Sticky Status

Economist Gregory Clark’s book The Son Also Rises traces social mobility rates over hundreds of years using surnames and concludes that government interventions aimed at increasing mobility have little effect. In an interview, Clark suggests that, because socioeconomic status is so hard to change, it may make more sense to focus on raising the minimum standard of living instead:

We already live in societies of massive social intervention in terms of the provision of education and health care. Yet we have not been able to raise social mobility rates above those of the pre-industrial era. Even the most interventionist societies such as Sweden have such low social mobility rates.

But if we’re learning that we can predict the majority of people’s outcomes at conception, that should lead us to reexamine our assumption that whatever income distribution comes out in society is fine. Because if it’s the case that a lot of this is determined before someone enters the game, it weakens the case for letting the market determine the distribution.

You’d be much more likely to favor a society with much less inequality. And that’s where Sweden’s system does provide advantages over the U.S.’s. They haven’t changed mobility rates, but they’ve changed the consequences, strongly, of ending up at various points in the distribution. It’s a much better place for people who end up at the bottom of the distribution.

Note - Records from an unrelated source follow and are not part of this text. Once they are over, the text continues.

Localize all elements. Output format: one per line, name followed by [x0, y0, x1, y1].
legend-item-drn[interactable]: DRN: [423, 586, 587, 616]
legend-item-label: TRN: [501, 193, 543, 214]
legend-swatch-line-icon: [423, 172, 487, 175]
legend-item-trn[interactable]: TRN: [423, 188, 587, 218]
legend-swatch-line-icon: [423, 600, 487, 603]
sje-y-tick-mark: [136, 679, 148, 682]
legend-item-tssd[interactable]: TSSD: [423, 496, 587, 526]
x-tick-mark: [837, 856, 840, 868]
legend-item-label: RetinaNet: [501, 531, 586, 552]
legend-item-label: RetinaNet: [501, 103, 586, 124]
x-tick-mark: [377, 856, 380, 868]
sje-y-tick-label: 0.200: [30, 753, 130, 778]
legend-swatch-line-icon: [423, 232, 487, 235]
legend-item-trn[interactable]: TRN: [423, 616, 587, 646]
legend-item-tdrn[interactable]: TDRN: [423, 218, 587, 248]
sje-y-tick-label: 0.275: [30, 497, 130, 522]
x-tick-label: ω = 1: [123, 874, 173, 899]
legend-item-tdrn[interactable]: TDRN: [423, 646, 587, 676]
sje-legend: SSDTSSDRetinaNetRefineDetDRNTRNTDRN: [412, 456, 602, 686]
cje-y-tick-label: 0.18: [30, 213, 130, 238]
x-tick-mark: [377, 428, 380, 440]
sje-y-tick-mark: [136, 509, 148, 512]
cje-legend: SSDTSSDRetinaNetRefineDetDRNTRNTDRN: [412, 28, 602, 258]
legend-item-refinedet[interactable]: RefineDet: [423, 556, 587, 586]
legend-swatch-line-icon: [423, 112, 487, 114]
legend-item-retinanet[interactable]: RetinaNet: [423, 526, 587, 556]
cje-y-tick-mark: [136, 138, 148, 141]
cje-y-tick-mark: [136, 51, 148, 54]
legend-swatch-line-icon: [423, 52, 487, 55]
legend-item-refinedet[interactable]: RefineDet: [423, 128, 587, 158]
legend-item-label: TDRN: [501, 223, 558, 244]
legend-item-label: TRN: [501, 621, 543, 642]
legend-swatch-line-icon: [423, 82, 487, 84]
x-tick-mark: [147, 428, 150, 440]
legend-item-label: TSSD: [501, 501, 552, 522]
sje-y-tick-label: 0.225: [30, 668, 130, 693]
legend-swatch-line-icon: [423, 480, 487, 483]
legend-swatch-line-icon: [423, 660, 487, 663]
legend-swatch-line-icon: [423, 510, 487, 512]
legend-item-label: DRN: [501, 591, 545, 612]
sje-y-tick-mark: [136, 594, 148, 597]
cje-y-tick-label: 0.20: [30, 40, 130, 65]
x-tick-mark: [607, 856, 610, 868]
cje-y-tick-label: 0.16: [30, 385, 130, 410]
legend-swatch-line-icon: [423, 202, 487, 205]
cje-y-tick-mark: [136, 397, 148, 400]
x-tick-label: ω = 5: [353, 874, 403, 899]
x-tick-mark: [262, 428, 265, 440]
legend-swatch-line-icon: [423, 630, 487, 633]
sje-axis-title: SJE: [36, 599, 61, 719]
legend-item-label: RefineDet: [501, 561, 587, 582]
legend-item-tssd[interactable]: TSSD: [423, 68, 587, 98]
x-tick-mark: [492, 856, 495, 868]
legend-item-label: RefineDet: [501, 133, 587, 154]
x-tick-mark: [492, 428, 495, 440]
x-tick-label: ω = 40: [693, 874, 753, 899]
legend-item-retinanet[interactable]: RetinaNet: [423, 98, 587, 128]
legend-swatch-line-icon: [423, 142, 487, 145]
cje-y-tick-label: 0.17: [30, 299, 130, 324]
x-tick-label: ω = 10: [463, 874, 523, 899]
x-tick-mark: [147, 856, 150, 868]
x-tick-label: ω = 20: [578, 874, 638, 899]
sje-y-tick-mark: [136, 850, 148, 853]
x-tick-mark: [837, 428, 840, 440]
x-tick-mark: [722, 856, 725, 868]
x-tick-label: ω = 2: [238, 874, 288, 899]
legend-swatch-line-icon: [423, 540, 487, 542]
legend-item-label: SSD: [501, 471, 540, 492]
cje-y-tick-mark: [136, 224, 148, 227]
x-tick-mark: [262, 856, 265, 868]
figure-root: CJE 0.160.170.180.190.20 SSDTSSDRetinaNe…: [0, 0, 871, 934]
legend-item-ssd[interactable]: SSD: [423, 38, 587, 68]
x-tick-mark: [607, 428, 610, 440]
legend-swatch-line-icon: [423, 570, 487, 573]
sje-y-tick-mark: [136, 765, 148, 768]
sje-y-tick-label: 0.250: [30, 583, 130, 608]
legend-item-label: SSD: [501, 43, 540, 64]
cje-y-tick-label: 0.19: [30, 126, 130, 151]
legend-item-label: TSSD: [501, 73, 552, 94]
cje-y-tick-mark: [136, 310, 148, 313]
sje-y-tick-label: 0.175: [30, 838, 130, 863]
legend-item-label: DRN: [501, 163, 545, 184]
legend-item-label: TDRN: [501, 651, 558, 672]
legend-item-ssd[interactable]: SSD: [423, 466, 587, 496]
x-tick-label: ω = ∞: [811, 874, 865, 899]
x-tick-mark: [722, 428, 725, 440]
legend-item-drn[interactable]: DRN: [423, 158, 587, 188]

Yglesias makes related points, arguing that the bipartisan obsession with equal opportunity “makes no sense whatsoever as a social objective”:

[W]hether the focus groups like it or not, an opportunity to climb is no real answer for people at the bottom. A perfectly fair race is, in at least one important way, the same as a rigged race: Both have a first-place finisher and a last-place finisher. The question of what happens to the person at the bottom genuinely matters. Whether you want to phrase that in terms of the gap between the bottom and the top—inequality, as such—or simply look at the absolute condition of the people at the bottom, you can’t escape the conclusion that outcomes matter, and not just in terms of procedural fairness. Today, even poor people are able to take advantage of things like electricity and antibiotics that were rare or nonexistent 100 years ago. That’s the kind of opportunity that matters—the opportunity for everyone to enjoy a better life. But over the past generation, progress has been slow for the nonrich. And over the past 10 years, it’s been essentially absent.